Continuing on the theme of “lowlife authenticity,” Phil Johnson has a great post on that subject this morning.
When anyone takes a shot at this foolishness, the cry usually goes up that conservative Christians are sticking their heads in the sand, need to get a clue, and learn to get out of their pious shell. We need to learn, apparently, how to be relevant while living in the contemporary culture. But it is funny that nobody urges church members to greater relevance by, say, shopping at WalMart. That’s contemporary.
The problem with the advocates of lowlife authenticity is not that they want us to be relevant. The problem is that they do not know what it means to actually be relevant. The relevance of contemporary cool is an evanescent thing. C.S. Lewis once said that whatever is not eternal is eternally out of date. What is currently in according to the dogmas of cool will have, on average, a shelf life of three days.

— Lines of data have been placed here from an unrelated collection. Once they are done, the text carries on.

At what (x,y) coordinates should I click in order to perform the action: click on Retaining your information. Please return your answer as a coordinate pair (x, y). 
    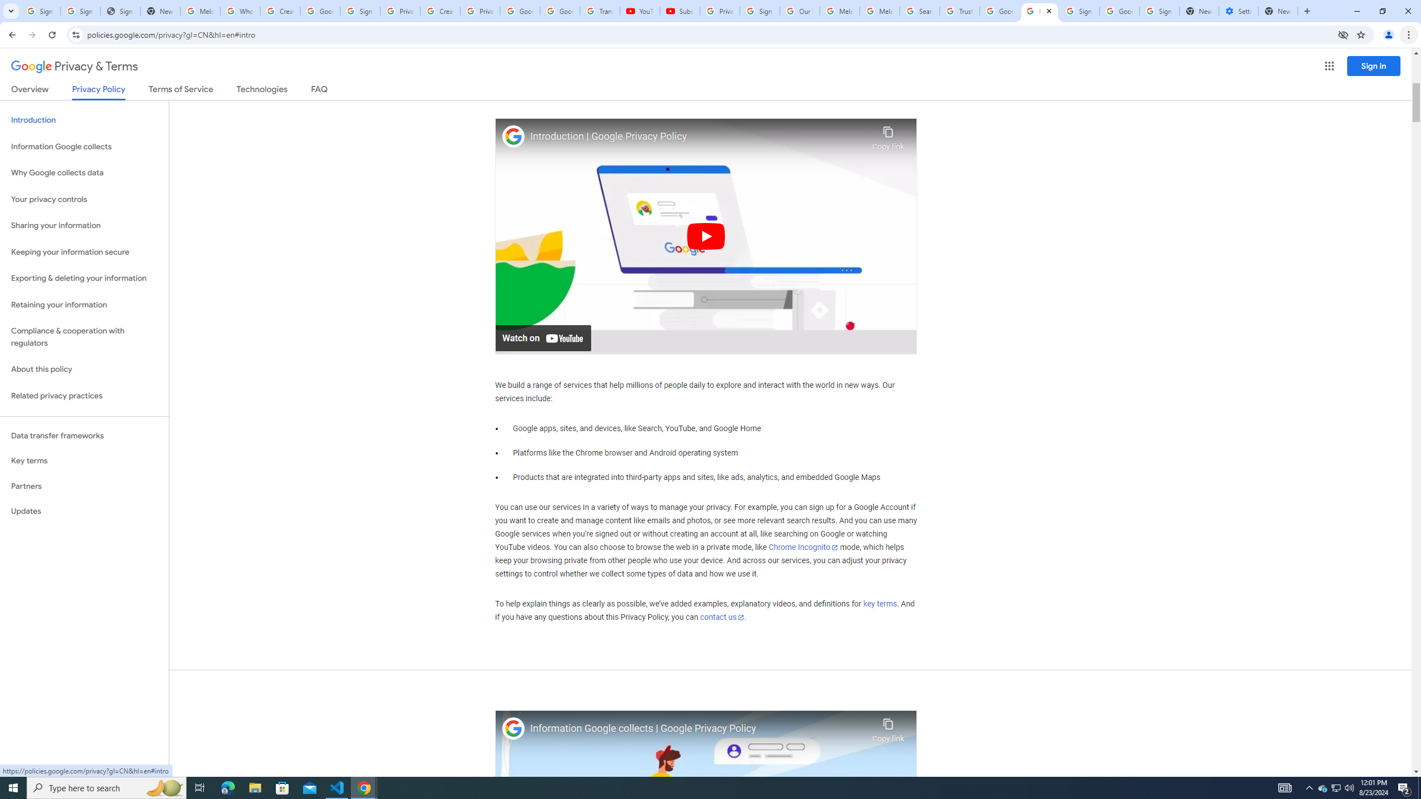
    Looking at the image, I should click on (84, 305).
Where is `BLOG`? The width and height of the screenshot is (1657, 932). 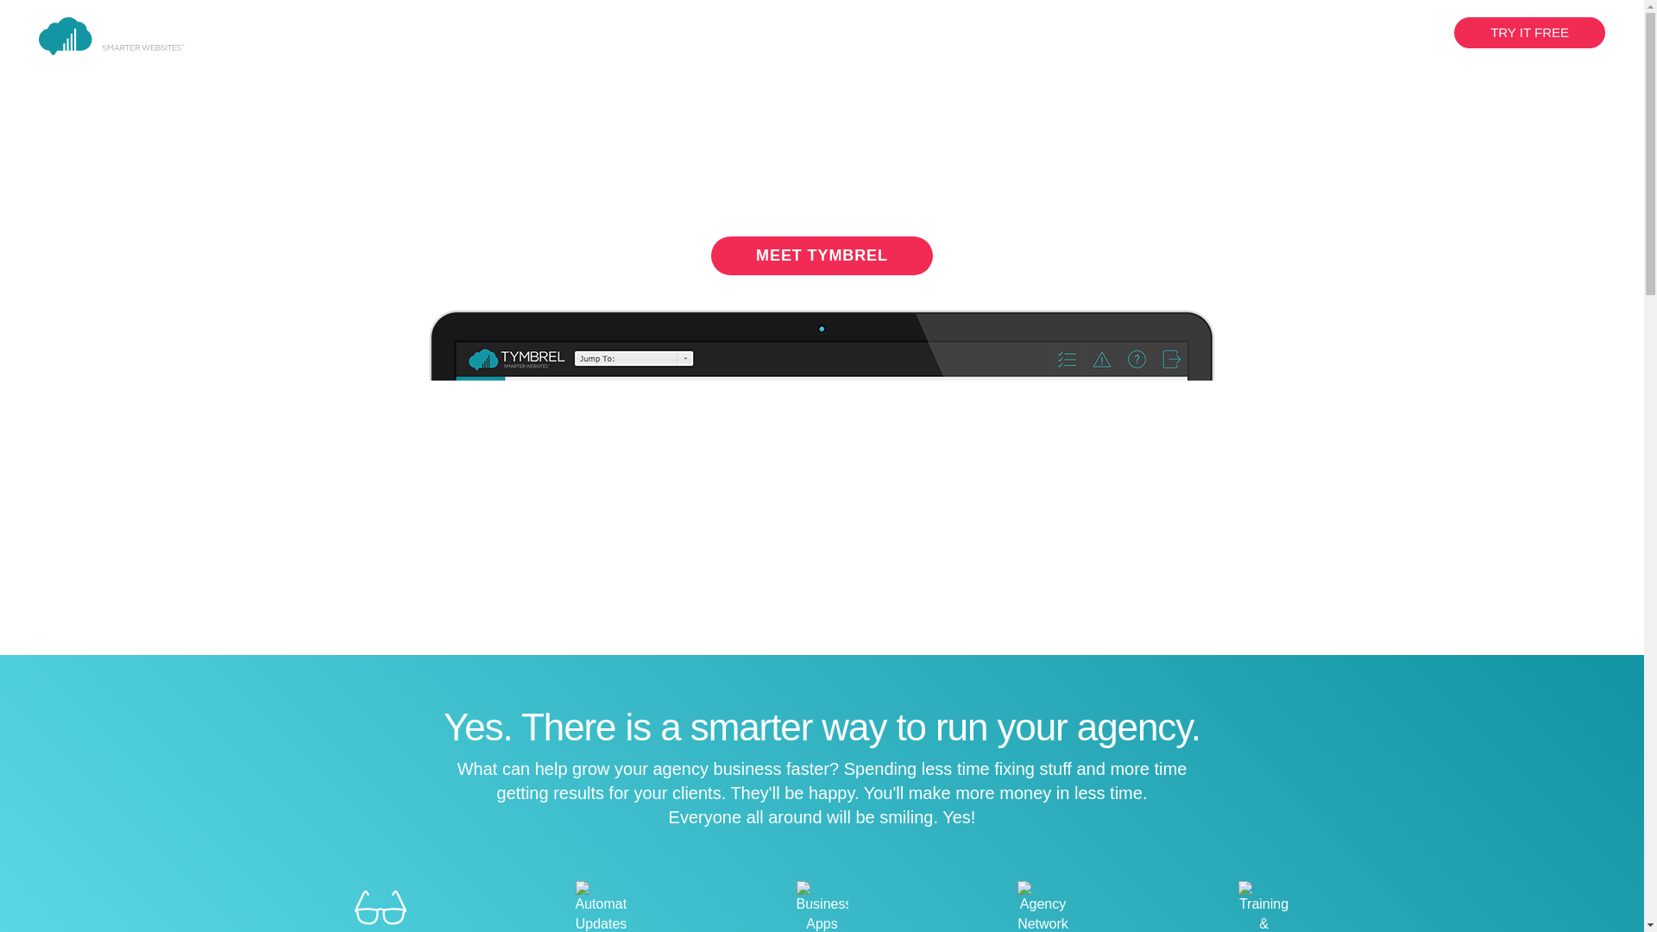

So the problem is an almost serene lack of awareness of the forces that are driving them. The issue is not this artifact or that one. The issue is that these lockstep rebels have no idea that they are wearing uniforms. And the pretentiousness of these folks — the movie will be The Attack of the Clone Rebels — prevents them from seeing that what they mostly do, all day long, is conform, adapt, copy, mimic, and submit — all in the name of striking a blow for individuality and the rebel soul. Somebody needs to tell these people that the rebel soul is three hundred years old and now qualifies as a geezer. Just imagine this for a thought experiment, one that will illustrate all the principles involved — walk up to a young lady with her eyebrow pierced and say, “Ooo! What an outrageous idea! However did you think of it?”